Due to the usual arithmetic conversions if two operands have the same conversion rank and one of the operands has unsigned integer type then the type of the expression has the same unsigned integer type.
From the C++ 17 Standard (5 Expressions, p.#10)
— Otherwise, if the operand that has unsigned integer type has rank
greater than or equal to the rank of the type of the other operand,
the operand with signed integer type shall be converted to the type of
the operand with unsigned integer type.
Pay attention to that the conversion rank of the type unsigned int
is equal to the rank of the type int
(signed int
). From the C++ 17 Standard (4.13 Integer conversion rank, p.#1)
— The rank of any unsigned integer type shall equal the rank of the
corresponding signed integer type
A more interesting example is the following. Let's assume that there are two declarations
unsigned int x = 0;
long y = 0;
and the width of the both types is the same and equal for example to 4
bytes. As it is known the rank of the type long
is greater than the rank of the type unsigned int
. A question arises what id the type of the expression
x + y
The type of the expression is unsigned long
.:)
Here is a demonstrative program but instead of the types long
and unsigned int
there are used the types long long
and unsigned long
.
#include <iostream>
#include <iomanip>
#include <type_traits>
int main()
{
unsigned long int x = 0;
long long int y = 0;
std::cout << "sizeof( unsigned long ) = "

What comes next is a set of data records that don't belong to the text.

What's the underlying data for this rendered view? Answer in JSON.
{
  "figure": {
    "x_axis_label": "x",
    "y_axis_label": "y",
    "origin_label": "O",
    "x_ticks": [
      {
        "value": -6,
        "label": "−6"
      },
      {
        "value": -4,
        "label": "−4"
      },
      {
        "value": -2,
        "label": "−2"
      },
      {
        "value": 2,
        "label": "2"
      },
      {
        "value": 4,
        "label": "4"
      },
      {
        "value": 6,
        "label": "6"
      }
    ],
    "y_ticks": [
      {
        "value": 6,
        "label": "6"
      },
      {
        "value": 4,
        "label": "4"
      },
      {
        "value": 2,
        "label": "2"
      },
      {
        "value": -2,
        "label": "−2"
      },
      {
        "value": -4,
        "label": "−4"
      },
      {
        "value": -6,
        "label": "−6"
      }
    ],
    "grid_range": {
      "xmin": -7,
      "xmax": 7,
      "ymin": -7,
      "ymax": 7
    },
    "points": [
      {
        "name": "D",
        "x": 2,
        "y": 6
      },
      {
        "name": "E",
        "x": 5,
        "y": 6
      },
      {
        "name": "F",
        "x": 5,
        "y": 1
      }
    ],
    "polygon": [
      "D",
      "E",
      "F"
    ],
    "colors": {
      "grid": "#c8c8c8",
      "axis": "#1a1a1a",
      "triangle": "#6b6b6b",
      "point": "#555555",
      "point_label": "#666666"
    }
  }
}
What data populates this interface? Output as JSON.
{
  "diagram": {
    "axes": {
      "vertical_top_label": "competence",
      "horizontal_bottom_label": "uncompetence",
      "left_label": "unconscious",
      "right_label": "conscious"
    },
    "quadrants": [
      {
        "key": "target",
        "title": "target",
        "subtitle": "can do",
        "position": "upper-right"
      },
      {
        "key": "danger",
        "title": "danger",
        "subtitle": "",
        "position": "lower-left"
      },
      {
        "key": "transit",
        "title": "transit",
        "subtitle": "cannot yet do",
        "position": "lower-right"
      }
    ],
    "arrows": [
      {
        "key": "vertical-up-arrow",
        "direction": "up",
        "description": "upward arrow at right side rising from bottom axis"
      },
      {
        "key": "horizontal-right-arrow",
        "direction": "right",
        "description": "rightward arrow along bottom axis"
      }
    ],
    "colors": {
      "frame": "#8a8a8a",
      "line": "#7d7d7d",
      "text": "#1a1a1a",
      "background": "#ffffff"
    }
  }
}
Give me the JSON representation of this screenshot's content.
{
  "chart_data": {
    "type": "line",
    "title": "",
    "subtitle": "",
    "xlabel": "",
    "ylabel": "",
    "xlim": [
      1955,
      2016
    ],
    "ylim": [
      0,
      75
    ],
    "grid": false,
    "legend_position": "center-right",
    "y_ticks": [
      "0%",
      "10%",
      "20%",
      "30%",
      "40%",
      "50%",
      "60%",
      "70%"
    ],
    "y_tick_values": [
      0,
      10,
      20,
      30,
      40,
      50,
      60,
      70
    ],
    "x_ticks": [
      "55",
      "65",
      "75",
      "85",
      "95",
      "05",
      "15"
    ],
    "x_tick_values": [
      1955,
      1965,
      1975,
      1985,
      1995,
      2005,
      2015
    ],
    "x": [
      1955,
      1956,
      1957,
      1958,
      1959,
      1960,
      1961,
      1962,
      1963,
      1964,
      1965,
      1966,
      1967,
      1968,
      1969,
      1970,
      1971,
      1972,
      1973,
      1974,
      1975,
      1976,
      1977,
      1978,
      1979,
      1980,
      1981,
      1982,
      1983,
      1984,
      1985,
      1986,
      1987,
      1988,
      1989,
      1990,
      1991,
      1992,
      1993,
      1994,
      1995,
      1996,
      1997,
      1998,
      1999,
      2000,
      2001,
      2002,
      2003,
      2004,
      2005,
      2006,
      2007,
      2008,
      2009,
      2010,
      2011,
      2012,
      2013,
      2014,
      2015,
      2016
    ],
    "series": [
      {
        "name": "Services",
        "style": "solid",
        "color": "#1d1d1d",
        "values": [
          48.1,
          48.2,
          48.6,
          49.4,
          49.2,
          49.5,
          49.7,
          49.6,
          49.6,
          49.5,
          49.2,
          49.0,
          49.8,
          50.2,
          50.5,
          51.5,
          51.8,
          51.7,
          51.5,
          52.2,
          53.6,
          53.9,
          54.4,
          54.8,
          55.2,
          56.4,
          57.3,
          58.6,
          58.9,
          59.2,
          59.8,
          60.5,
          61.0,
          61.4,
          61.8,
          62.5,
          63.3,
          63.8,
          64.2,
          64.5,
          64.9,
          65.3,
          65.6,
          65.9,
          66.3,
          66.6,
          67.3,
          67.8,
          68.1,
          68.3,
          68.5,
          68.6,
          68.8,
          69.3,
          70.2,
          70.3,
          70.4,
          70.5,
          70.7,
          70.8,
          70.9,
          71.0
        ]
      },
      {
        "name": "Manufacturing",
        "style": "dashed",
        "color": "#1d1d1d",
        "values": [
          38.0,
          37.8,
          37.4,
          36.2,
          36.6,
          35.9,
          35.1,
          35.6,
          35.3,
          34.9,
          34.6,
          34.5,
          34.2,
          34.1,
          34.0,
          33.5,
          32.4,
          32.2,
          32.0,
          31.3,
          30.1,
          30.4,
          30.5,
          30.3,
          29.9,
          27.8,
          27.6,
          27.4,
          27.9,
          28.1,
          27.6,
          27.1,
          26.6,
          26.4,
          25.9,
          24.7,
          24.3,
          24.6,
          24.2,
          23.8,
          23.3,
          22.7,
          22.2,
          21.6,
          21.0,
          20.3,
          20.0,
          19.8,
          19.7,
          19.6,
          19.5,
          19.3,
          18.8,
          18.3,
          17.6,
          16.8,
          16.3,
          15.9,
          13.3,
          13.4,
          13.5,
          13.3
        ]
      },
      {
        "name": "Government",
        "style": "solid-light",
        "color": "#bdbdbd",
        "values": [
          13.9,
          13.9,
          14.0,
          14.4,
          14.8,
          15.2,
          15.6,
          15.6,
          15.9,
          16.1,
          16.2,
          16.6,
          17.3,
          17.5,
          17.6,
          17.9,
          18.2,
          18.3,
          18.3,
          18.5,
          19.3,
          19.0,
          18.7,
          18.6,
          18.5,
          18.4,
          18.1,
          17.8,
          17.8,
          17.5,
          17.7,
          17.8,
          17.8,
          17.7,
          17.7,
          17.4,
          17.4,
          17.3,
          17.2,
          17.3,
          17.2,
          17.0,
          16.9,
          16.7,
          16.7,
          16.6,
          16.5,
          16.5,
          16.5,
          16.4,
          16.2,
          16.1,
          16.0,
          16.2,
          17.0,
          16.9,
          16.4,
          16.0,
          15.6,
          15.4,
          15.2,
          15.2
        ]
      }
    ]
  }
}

<< sizeof( unsigned long )
<< '\n';
std::cout << "sizeof( long long ) = "
<< sizeof( long long )
<< '\n';
std::cout << std::boolalpha
<< std::is_same<unsigned long long, decltype( x + y )>::value
<< '\n';
return 0;
}
The program output is
sizeof( unsigned long ) = 8
sizeof( long long ) = 8
true
That is the type of the expression x + y
is unsigned long long
though neither operand of the expression has this type.